Our new Superintendent used to coach Football. But it isn't athletics that butters his bread in this climate. It's standardized test scores, graduation-drop out rates, and balanced budgets.
So you know which gets cut first and most.
|
|
|
Post by Coach Huey on Nov 29, 2013 11:23:35 GMT -6
In general, an entire athletic budget makes up about 2% of the overall operating budget of a school district. Not to mention, athletics is one of the few departments that does return some of that money to the operating budget through revenue. Depending on travel involved to games, the percentage may be even lower since equipment costs, staffing, and maintenance are relatively fixed expenses. Let's not fail to mention that statistically, graduation rates of athletes are 5-7% higher than those of non-athletes. Typically, standardized test scores are higher for athletes vs non-athletes. Oh, and how do many schools - at least in Texas - get funding? Yep, attendance. Athletes high a higher attendance rate than non-athletes, meaning they are more likely to be in school, meaning the ADA is higher, meaning more funding from the state.

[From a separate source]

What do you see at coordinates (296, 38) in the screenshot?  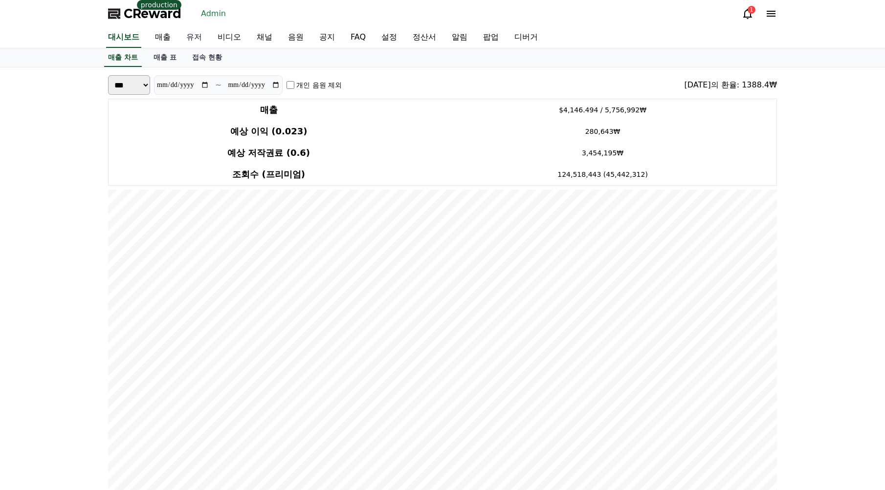 I see `a: 음원` at bounding box center [296, 38].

Our new Superintendent used to coach Football. But it isn't athletics that butters his bread in this climate. It's standardized test scores, graduation-drop out rates, and balanced budgets.
So you know which gets cut first and most.
Sounds like most administrators & community members ... ill-informed. Cutting a minuscule factor on the big picture & potentially doing the exact opposite of what they want - reducing athletics could, in fact, reduce attendance, graduation rates, and test scores. I always love the "let's cut the athletic budget" to make up our deficit. It's akin to saying "I need to buy a new house at the end of the year, I shall stop our monthly dinner & a movie... that $75 each month will definitely make up the difference I need." Many schools are in a constant 'battle' with their administration. They see the "ooh, we can save $1,200 if we eliminate this team" but don't realize that $1,200 in 'savings' isn't making a huge dent AND they are actually cutting things from the students, not the budget. In most places, nearly half of a school's finances are tied up in salaries... many of which are going to the "director of this" and the "deputy supt. of that". Similarly, several of these districts could, by combining just 2 administrative positions, save a school $100,000.... which, is likely your entire budget anyway. But.... you know why that ain't happening.
|
|
|
Post by coachbdud on Nov 30, 2013 22:28:37 GMT -6
The liftathon thing I don't get That means your kids are flat out saying no they refuse to help It costs Zero money up front We tell every kid they need to bring in 100 We don't get that bit we still make 6k or so every year Our other big fundraisers... Crab feed (6-7k) Car washes (1-2k each but we do 3 of them. This all goes for kids transportation fee) But the biggest is my football camp (14-15k) Coach bdud, what are the specifics of your football camp? What do you charge? How many days? What do the kids get (t-shirt)? I am just curious. We do a camp for our feeder programs (ages 7 to 8th grade), for three days, but we usually only make around $950. We are in a rural setting so I only charge $20 per kid. Curious if I need to charge more. We started an annual golf tournament last year and brought in $14,500. Tons of work, but it was totally worth it in the end. Our camp is different than what most people do A lot of people on here have asked about mine here in our part of CA we have no restrictions to our summers... we can go full pads and against other teams all we want so my camp isnt for youth kids, it is a HS team camp other schools bring their Varsity (and JV if they have the numbers) to my school for 3 days and we do 7on7, OL 1on1s, and scrimmaging against each other for 3 days the camp runs 3-8PM... with an hour dinner in the middle we give everyone t shirts we charge $40 per player for everyone involved this past summer we had 8 varsity teams and 6 JV teams (counting my program) we had roughly 500 players... took in roughly 20k, spent roughly 5k for food, shirts, insurance, getting fields lined
|
|
|
Post by shields on Dec 3, 2013 10:46:35 GMT -6
Coachbdud, that may be the coolest thing I have ever heard! Right on brother!